By Walter F. Roche Jr.
A patient at a Blair County hospital was kept waiting for more than eight hours for transfer to a larger facility and first became unconscious and then went into cardiac arrest before the transfer finally took place.
The recent incident at the Penn Highlands Tyrone hospital was detailed in a Sept. 19 report just made public by the state Health Department.
The seven-page report cites the facility for "failure to ensure that transfer arrangements were made" for patients requiring transfer to higher level facility.
The report notes that under a federal law, the Emergency Medical Treatment and Labor Act, hospitals are required to promptly assess and treat emergency patients within 30 minutes of arrival.
The eight hour delay came as workers at the Tyrone facility attempted to transfer the patient, who eventually had to be intubated, to another Penn Highlands facility rather than seek a bed at the closest available facility.

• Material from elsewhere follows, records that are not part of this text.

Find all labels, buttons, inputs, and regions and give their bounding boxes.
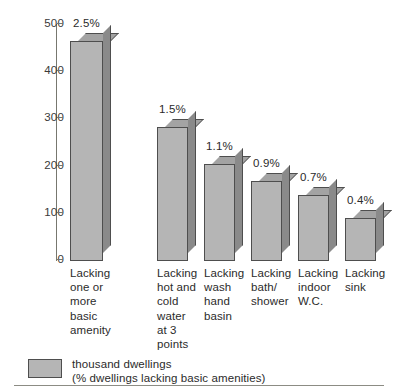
legend-label: thousand dwellings (% dwellings lacking … [72,358,266,385]
bar-front-face [298,195,329,261]
legend: thousand dwellings (% dwellings lacking … [28,358,266,385]
bar-front-face [70,41,103,261]
category-label: Lacking sink [345,266,385,294]
bar-side-face [329,179,337,253]
bar-side-face [188,111,196,253]
bar-top-face [165,119,204,127]
chart-container: 500 400 300 200 100 0 2.5%1.5%1.1%0.9%0.… [0,0,398,392]
bar: 1.1% [204,164,235,261]
bar-top-face [78,33,119,41]
bar-side-face [235,148,243,253]
bar-value-label: 0.7% [300,171,327,183]
bar-value-label: 0.9% [253,157,280,169]
bar-side-face [282,165,290,253]
bar-top-face [353,210,392,218]
bar-side-face [376,202,384,253]
bar: 1.5% [157,127,188,261]
y-tick-300: 300 [0,112,64,124]
plot-area: 500 400 300 200 100 0 2.5%1.5%1.1%0.9%0.… [0,0,398,300]
y-tick-mark-0 [57,259,63,260]
y-tick-mark-300 [57,117,63,118]
bar-side-face [103,25,111,253]
category-label: Lacking indoor W.C. [298,266,338,309]
footer-divider [14,385,384,386]
y-tick-0: 0 [0,254,64,266]
y-tick-mark-400 [57,70,63,71]
bar: 0.4% [345,218,376,261]
y-tick-100: 100 [0,207,64,219]
bar: 0.9% [251,181,282,261]
bar-value-label: 2.5% [73,17,100,29]
bar-top-face [212,156,251,164]
bar-value-label: 1.1% [206,140,233,152]
category-label: Lacking bath/ shower [251,266,291,309]
category-label: Lacking wash hand basin [204,266,244,323]
y-tick-mark-100 [57,212,63,213]
bar-value-label: 0.4% [347,194,374,206]
bar-top-face [259,173,298,181]
y-tick-500: 500 [0,18,64,30]
y-tick-400: 400 [0,65,64,77]
category-label: Lacking hot and cold water at 3 points [157,266,197,351]
y-tick-mark-500 [57,23,63,24]
bar: 2.5% [70,41,103,261]
category-label: Lacking one or more basic amenity [70,266,111,337]
y-tick-200: 200 [0,160,64,172]
bar-top-face [306,187,345,195]
bar-front-face [204,164,235,261]
bar-value-label: 1.5% [159,103,186,115]
bar-front-face [251,181,282,261]
legend-swatch-icon [28,359,62,378]
bar-front-face [345,218,376,261]
y-axis-line [56,24,57,261]
y-tick-mark-200 [57,165,63,166]
bar: 0.7% [298,195,329,261]
bar-front-face [157,127,188,261]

Eventually the patient was sent to a competing UPMC hospital.
The hospital filed a plan of correction addressing some but not all of the violations. Hospital officials did not immediately respond to questions about the report.
The same report states that in five of 19 cases reviewed the hospital failled to provide prompt triage treatment. In one case the patient wasn't triaged for 158 minutes.
State health surveyors also found that hospital personnel were treating emergency patients in an area only authorized for triage.
An unnamed employee at the facility told health department officials "the facility struggles "when there is a surge of patients that need to be triaged.